Being a cog in the machine still makes you part of the machine, even if you didn't directly do anything.


And yet, you might be a math teacher, who likes teaching kids math, and doesn't have the financial resources to move; or has familial constraints, or maybe just wants to live in their homeland. You might not like the nazi regime, and yet, you still need a job and are maybe in danger if you don't show some token support.

Fiction in the free world loves to say "You always have a choice", but the characters who learn this lesson tend to have much more power than others, be it physical strength, political power, or maybe just access to some important thing. Many people don't have a meaningful way to make a difference, and the cost is the livelihood of themselves and their families. And it ignores the local goodness of their action in favor the some vague affiliation with a bigger picture that they may not personally agree with.

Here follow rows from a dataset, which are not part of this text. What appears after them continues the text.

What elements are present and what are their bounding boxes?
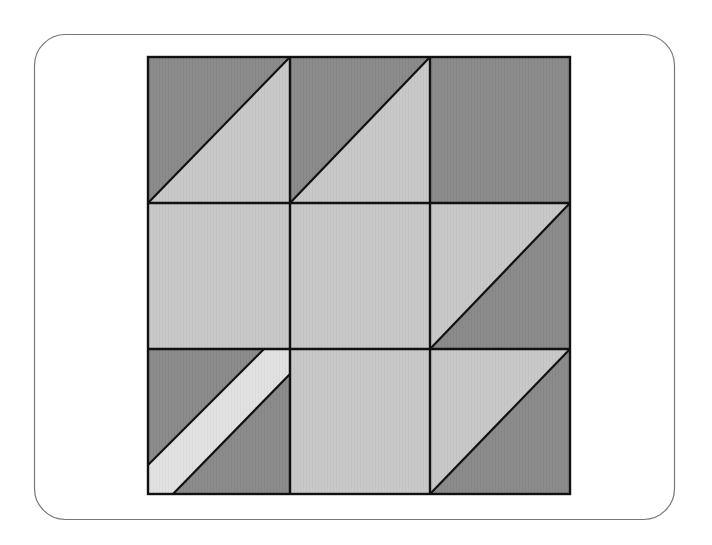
light-square xyxy=(148,203,290,349)
cell-r0-c2 xyxy=(430,57,570,203)
cell-r0-c0 xyxy=(148,57,290,203)
cell-r2-c0 xyxy=(148,349,290,494)
cell-r1-c2 xyxy=(430,203,570,349)
quilt-svg xyxy=(0,0,712,545)
quilt-diagram xyxy=(0,0,712,545)
cell-r1-c1 xyxy=(290,203,430,349)
cell-r2-c2 xyxy=(430,349,570,494)
cell-r0-c1 xyxy=(290,57,430,203)
cell-r1-c0 xyxy=(148,203,290,349)
light-square xyxy=(290,203,430,349)
dark-square xyxy=(430,57,570,203)
cell-r2-c1 xyxy=(290,349,430,494)
light-square xyxy=(290,349,430,494)
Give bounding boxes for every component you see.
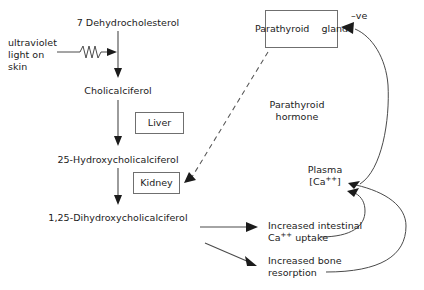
label-parathyroid-hormone-line2: hormone — [276, 111, 319, 123]
label-ultraviolet-line3: skin — [8, 61, 27, 73]
uv-squiggle-icon — [80, 46, 101, 58]
arrowhead-uv-to-trunk — [107, 48, 117, 56]
node-kidney: Kidney — [133, 172, 180, 194]
arrowhead-bone-to-plasma — [348, 181, 360, 189]
label-1-25-dihydroxycholicalciferol: 1,25-Dihydroxycholicalciferol — [48, 212, 187, 224]
diagram-connectors — [0, 0, 424, 290]
parathyroid-gland-line1: Parathyroid — [255, 23, 309, 35]
label-parathyroid-hormone-line1: Parathyroid — [270, 99, 325, 111]
plasma-calcium-charge: ++ — [326, 175, 338, 183]
arrowhead-to-hydroxy — [114, 136, 122, 146]
arrowhead-to-dihydroxy — [114, 195, 122, 205]
plasma-calcium-post: ] — [337, 176, 341, 187]
label-increased-bone-line2: resorption — [268, 267, 317, 279]
intestinal-calcium-charge: ++ — [281, 231, 293, 239]
arrowhead-hormone-to-kidney — [184, 172, 196, 183]
arrow-dihydroxy-to-bone-shaft — [205, 243, 249, 262]
plasma-calcium-pre: [Ca — [309, 176, 325, 187]
label-25-hydroxycholicalciferol: 25-Hydroxycholicalciferol — [57, 154, 178, 166]
arrowhead-intestinal-to-plasma — [347, 188, 359, 197]
arrowhead-to-cholicalciferol — [114, 68, 122, 78]
label-plasma: Plasma — [308, 164, 343, 176]
label-ultraviolet-line1: ultraviolet — [8, 37, 57, 49]
dashed-parathyroid-hormone-to-kidney — [192, 52, 268, 177]
label-ultraviolet-line2: light on — [8, 49, 44, 61]
pathway-diagram: 7 Dehydrocholesterol ultraviolet light o… — [0, 0, 424, 290]
label-increased-intestinal-line1: Increased intestinal — [268, 220, 362, 232]
node-parathyroid-gland: Parathyroid gland — [265, 10, 338, 48]
node-liver: Liver — [135, 112, 184, 134]
label-plasma-calcium: [Ca++] — [309, 176, 341, 188]
intestinal-calcium-post: uptake — [292, 232, 328, 243]
arrowhead-to-bone-resorption — [245, 256, 257, 266]
arrowhead-to-intestinal-uptake — [246, 222, 258, 232]
parathyroid-gland-line2: gland — [321, 23, 348, 35]
label-increased-intestinal-line2: Ca++ uptake — [268, 232, 328, 244]
label-7-dehydrocholesterol: 7 Dehydrocholesterol — [77, 17, 180, 29]
intestinal-calcium-pre: Ca — [268, 232, 281, 243]
label-negative-feedback: –ve — [351, 10, 367, 22]
label-increased-bone-line1: Increased bone — [268, 255, 342, 267]
loop-plasma-negative-feedback-to-gland — [355, 29, 388, 184]
label-cholicalciferol: Cholicalciferol — [84, 85, 151, 97]
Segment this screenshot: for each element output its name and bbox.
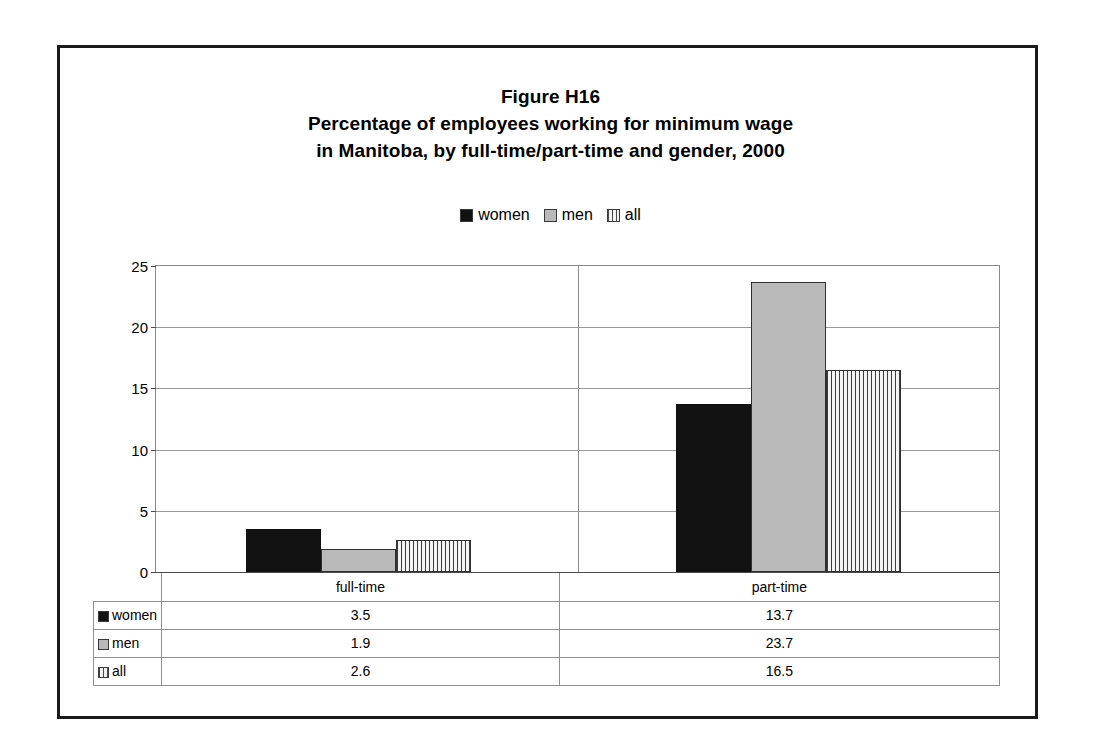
solid-gray-swatch-icon [544, 209, 557, 222]
legend-label-men: men [562, 206, 593, 224]
table-cell-women-part-time: 13.7 [559, 601, 999, 629]
legend-item-women[interactable]: women [460, 206, 530, 224]
table-cell-all-part-time: 16.5 [559, 657, 999, 685]
y-axis-tick-label: 15 [131, 380, 148, 397]
table-row: men 1.9 23.7 [94, 629, 1000, 657]
y-axis-tick-mark [151, 266, 156, 267]
chart-plot-area: 0510152025 [155, 265, 1000, 573]
chart-title-line-3: in Manitoba, by full-time/part-time and … [60, 137, 1041, 164]
table-key-label-all: all [112, 663, 126, 679]
table-key-women: women [94, 601, 162, 629]
y-axis-tick-label: 5 [140, 502, 148, 519]
table-row: women 3.5 13.7 [94, 601, 1000, 629]
vertical-hatch-swatch-icon [607, 209, 620, 222]
figure-page: Figure H16 Percentage of employees worki… [0, 0, 1095, 755]
y-axis-tick-label: 25 [131, 258, 148, 275]
y-axis-tick-mark [151, 327, 156, 328]
bar-women-full-time [246, 529, 321, 572]
legend-item-men[interactable]: men [544, 206, 593, 224]
table-row: all 2.6 16.5 [94, 657, 1000, 685]
gridline [156, 327, 999, 328]
y-axis-tick-label: 20 [131, 319, 148, 336]
chart-title-line-1: Figure H16 [60, 83, 1041, 110]
legend-item-all[interactable]: all [607, 206, 641, 224]
chart-data-table: full-time part-time women 3.5 13.7 men 1… [93, 573, 1000, 686]
table-cell-men-part-time: 23.7 [559, 629, 999, 657]
table-header-part-time: part-time [559, 573, 999, 601]
y-axis-tick-mark [151, 511, 156, 512]
category-group-divider [578, 266, 579, 572]
table-key-label-men: men [112, 635, 139, 651]
table-cell-all-full-time: 2.6 [162, 657, 560, 685]
chart-title-block: Figure H16 Percentage of employees worki… [60, 83, 1041, 164]
table-header-row: full-time part-time [94, 573, 1000, 601]
table-key-all: all [94, 657, 162, 685]
table-cell-men-full-time: 1.9 [162, 629, 560, 657]
bar-all-part-time [826, 370, 901, 572]
solid-black-swatch-icon [460, 209, 473, 222]
figure-border-frame: Figure H16 Percentage of employees worki… [57, 45, 1038, 719]
legend-label-women: women [478, 206, 530, 224]
table-key-men: men [94, 629, 162, 657]
y-axis-tick-mark [151, 450, 156, 451]
bar-men-full-time [321, 549, 396, 572]
solid-black-swatch-icon [98, 611, 109, 622]
bar-all-full-time [396, 540, 471, 572]
bar-men-part-time [751, 282, 826, 572]
chart-legend: women men all [60, 206, 1041, 224]
table-header-full-time: full-time [162, 573, 560, 601]
solid-gray-swatch-icon [98, 639, 109, 650]
table-key-label-women: women [112, 607, 157, 623]
table-corner-cell [94, 573, 162, 601]
y-axis-tick-label: 10 [131, 441, 148, 458]
table-cell-women-full-time: 3.5 [162, 601, 560, 629]
legend-label-all: all [625, 206, 641, 224]
y-axis-tick-mark [151, 388, 156, 389]
bar-women-part-time [676, 404, 751, 572]
vertical-hatch-swatch-icon [98, 667, 109, 678]
chart-title-line-2: Percentage of employees working for mini… [60, 110, 1041, 137]
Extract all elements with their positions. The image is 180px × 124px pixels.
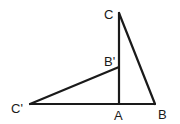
segment-c-prime-b-prime: [30, 67, 119, 104]
label-c: C: [104, 7, 113, 22]
label-c-prime: C': [11, 101, 23, 116]
geometry-diagram: C B' C' A B: [0, 0, 180, 124]
label-b: B: [158, 107, 167, 122]
label-a: A: [114, 108, 123, 123]
label-b-prime: B': [104, 54, 115, 69]
segment-c-b: [119, 13, 155, 104]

I also think the whole analogy is entirely tangential.


I believe the intended reference is https://en.wikipedia.org/wiki/Hitler_Youth


I am not particularly well informed on the Hitler Youth. Most of my knowledge on them comes from the excellent but fictional comedy film, Jojo Rabbit. But I'd still reckon the average Hitler Youth counselor was not accountable for the crimes of the Nazi regime. Definitely less so than a facebook database engineer is for facebook being shit.



Of course people who choose to work at McKinsey in the first place feel good about it. Says more about them than it does about McKinsey being moral


What if your priors aren't fully informed and asking questions to people with first hand experience could provide useful information?


That's an amazing amount of ethical gymnastics that one would expect from someone who works for McKinsey.